Demonstration of Fourier-domain Quantum Optical Coherence Tomography for a fast tomographic quantum imaging
Sylwia M. Kolenderska, Crislane Vieira de Brito, Piotr Kolenderski
Published: 2025/2/12
Abstract
Using spectrally correlated photon pairs instead of classical laser light and coincidence detection instead of light intensity detection, Quantum Optical Coherence Tomography (Q-OCT) outperforms classical OCT in several experimental terms. It provides twice better axial resolution with the same spectral bandwidth and it is immune to even-order chromatic dispersion, including Group Velocity Dispersion responsible for the bulk of axial resolution degradation in the OCT images. Q-OCT has been performed in the time domain configuration, where one line of the two-dimensional image is acquired by axially translating the mirror in the interferometer's reference arm and measuring the coincidence rate of photons arriving at two single-photon-sensitive detectors. Although successful at producing resolution-doubled and dispersion-cancelled images, it is still relatively slow and cannot compete with its classical counterpart. Here, we experimentally demonstrate Q-OCT in a much faster Fourier-domain configuration, theoretically proposed in 2020, where the reference mirror is fixed and the joint spectrum is acquired by inserting long fibre spools in front of the detectors. We propose two joint spectrum pre-processing algorithms, aimed at compensating resolution-degrading effects within the setup. While the first one targets fibre spool dispersion, an effect specific to this configuration, the other one removes the effects leading to the weakening of even-order dispersion cancellation, the latter impossible to be mitigated in the time-domain alternative. Being additionally contrasted with both the time-domain approach and the conventional OCT in terms of axial resolution, imaging range and multilayer-object imaging, Fourier-domain Q-OCT is shown to be a significant step forward towards a practical and competitive solution in the OCT arena.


PROBLEM STATEMENT → Look at every line of the material below and tally those containing "people". Reply with the total alone.

____________

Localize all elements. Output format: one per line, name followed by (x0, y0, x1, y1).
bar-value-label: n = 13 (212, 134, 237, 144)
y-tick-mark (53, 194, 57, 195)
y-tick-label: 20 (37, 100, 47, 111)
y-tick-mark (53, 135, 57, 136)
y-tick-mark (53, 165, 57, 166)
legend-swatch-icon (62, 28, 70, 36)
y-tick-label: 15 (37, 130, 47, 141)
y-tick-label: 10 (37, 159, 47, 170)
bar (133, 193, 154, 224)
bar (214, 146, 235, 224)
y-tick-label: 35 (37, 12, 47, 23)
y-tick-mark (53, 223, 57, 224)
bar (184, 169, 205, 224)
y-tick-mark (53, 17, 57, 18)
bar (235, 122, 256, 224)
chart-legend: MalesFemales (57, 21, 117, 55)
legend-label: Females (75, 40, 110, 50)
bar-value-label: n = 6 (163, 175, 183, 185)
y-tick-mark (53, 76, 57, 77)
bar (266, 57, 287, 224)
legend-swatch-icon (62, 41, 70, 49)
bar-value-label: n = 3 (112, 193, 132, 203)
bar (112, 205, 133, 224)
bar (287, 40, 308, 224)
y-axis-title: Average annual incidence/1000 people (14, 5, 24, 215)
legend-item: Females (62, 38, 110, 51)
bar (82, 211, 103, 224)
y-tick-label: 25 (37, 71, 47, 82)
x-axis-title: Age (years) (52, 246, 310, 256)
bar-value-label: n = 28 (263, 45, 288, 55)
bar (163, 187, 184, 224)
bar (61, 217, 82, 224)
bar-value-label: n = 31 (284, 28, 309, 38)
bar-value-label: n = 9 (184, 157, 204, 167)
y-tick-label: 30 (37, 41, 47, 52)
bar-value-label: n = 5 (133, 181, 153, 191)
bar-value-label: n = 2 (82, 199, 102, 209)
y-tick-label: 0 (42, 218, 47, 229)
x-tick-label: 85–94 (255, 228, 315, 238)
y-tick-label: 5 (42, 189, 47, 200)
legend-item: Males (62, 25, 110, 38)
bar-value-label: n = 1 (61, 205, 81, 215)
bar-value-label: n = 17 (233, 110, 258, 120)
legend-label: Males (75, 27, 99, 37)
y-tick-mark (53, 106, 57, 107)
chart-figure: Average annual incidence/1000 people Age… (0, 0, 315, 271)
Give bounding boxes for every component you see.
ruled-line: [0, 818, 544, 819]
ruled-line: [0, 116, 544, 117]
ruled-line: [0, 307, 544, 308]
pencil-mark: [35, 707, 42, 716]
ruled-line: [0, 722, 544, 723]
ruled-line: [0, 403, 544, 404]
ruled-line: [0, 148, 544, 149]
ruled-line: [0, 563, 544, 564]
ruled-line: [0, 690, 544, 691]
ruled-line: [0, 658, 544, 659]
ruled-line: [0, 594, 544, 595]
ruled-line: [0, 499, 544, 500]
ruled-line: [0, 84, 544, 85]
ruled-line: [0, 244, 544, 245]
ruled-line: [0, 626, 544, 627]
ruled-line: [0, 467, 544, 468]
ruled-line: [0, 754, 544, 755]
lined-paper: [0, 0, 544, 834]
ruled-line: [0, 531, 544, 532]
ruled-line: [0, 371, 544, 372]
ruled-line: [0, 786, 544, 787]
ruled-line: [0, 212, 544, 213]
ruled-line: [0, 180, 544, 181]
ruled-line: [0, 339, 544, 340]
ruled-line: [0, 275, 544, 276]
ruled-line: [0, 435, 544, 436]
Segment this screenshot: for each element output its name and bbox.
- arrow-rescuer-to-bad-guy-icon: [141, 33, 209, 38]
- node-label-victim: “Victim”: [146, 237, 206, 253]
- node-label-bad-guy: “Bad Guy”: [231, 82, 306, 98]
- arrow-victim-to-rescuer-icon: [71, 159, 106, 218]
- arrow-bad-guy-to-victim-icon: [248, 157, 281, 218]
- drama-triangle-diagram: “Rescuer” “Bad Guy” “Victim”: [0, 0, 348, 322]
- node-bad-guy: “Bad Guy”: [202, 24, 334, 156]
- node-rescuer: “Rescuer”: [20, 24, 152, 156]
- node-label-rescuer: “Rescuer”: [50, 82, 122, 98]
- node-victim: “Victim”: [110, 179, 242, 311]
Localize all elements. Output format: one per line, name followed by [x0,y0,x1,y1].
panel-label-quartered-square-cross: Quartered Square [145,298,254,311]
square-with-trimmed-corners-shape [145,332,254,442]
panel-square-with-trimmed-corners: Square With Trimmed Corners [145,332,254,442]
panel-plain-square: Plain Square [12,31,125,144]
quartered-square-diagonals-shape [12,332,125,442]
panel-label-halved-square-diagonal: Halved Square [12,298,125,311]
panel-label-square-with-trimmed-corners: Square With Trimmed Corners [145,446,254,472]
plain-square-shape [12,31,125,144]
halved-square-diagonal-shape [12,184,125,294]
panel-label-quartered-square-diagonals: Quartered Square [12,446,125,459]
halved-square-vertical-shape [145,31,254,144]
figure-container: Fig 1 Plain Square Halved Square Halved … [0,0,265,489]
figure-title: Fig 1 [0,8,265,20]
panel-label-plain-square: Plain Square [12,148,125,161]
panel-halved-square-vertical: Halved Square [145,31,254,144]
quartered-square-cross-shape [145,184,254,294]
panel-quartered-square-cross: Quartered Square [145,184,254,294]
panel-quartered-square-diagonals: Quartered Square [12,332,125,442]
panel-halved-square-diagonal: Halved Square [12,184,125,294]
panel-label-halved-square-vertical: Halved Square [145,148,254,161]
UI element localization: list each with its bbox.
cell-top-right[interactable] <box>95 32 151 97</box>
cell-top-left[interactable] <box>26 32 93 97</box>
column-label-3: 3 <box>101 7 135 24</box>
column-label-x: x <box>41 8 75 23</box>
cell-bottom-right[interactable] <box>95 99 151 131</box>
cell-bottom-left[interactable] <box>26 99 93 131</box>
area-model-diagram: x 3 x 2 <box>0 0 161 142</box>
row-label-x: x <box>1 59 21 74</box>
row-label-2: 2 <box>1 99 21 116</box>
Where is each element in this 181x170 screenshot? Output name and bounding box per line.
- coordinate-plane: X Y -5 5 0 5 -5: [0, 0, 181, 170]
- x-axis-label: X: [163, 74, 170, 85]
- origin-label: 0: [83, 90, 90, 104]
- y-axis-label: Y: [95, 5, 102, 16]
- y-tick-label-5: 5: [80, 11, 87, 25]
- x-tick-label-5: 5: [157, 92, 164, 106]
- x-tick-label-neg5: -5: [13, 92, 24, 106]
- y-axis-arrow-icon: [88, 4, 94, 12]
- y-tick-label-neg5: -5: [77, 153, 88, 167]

____________

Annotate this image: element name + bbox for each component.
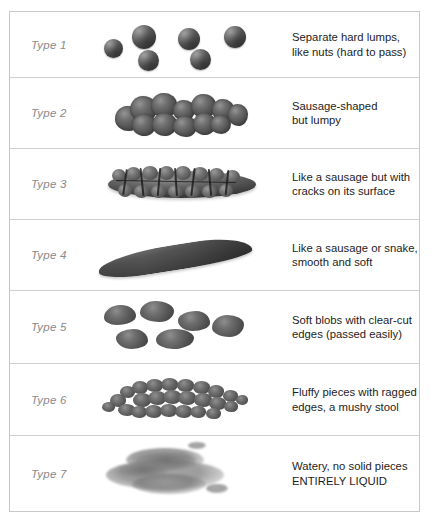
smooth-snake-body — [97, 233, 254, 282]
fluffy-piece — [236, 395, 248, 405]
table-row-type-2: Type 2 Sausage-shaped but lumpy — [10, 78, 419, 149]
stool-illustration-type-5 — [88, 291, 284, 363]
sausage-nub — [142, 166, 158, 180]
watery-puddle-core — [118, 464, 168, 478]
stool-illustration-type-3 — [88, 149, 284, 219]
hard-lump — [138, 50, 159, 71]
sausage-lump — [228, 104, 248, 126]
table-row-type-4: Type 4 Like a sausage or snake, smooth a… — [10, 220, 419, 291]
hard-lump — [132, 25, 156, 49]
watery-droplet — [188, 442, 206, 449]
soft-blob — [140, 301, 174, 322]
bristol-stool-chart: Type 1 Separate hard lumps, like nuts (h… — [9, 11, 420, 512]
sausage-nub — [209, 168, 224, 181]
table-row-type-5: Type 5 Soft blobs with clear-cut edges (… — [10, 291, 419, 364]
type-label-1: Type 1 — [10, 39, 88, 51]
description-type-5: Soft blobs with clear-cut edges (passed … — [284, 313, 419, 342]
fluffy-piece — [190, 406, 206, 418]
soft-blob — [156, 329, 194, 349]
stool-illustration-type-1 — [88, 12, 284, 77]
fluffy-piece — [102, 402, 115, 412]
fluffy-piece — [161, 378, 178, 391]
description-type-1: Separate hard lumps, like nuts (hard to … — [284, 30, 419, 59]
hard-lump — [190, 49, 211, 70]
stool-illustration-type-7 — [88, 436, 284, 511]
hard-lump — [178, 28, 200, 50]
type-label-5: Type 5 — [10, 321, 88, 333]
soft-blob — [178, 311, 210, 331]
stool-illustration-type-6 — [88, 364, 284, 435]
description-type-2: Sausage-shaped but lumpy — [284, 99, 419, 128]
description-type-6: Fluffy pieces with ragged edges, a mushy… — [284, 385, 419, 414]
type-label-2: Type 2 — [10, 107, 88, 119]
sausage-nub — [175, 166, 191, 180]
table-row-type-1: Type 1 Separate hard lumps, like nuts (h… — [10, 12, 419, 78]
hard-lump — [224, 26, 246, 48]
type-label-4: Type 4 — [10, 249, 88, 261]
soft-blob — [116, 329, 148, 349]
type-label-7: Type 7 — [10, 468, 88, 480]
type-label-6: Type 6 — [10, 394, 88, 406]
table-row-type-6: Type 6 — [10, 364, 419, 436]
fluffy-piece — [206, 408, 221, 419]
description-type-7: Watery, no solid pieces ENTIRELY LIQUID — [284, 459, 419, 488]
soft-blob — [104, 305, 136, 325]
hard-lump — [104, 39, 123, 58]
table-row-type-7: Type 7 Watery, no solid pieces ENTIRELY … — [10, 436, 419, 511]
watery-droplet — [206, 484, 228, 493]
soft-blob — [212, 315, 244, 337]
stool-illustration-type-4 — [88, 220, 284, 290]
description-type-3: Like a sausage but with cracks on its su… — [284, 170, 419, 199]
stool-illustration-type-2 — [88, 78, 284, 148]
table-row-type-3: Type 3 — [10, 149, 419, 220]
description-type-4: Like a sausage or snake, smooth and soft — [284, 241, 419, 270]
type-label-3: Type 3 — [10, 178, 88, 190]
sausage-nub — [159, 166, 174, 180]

____________

ANSWER SECTION → 2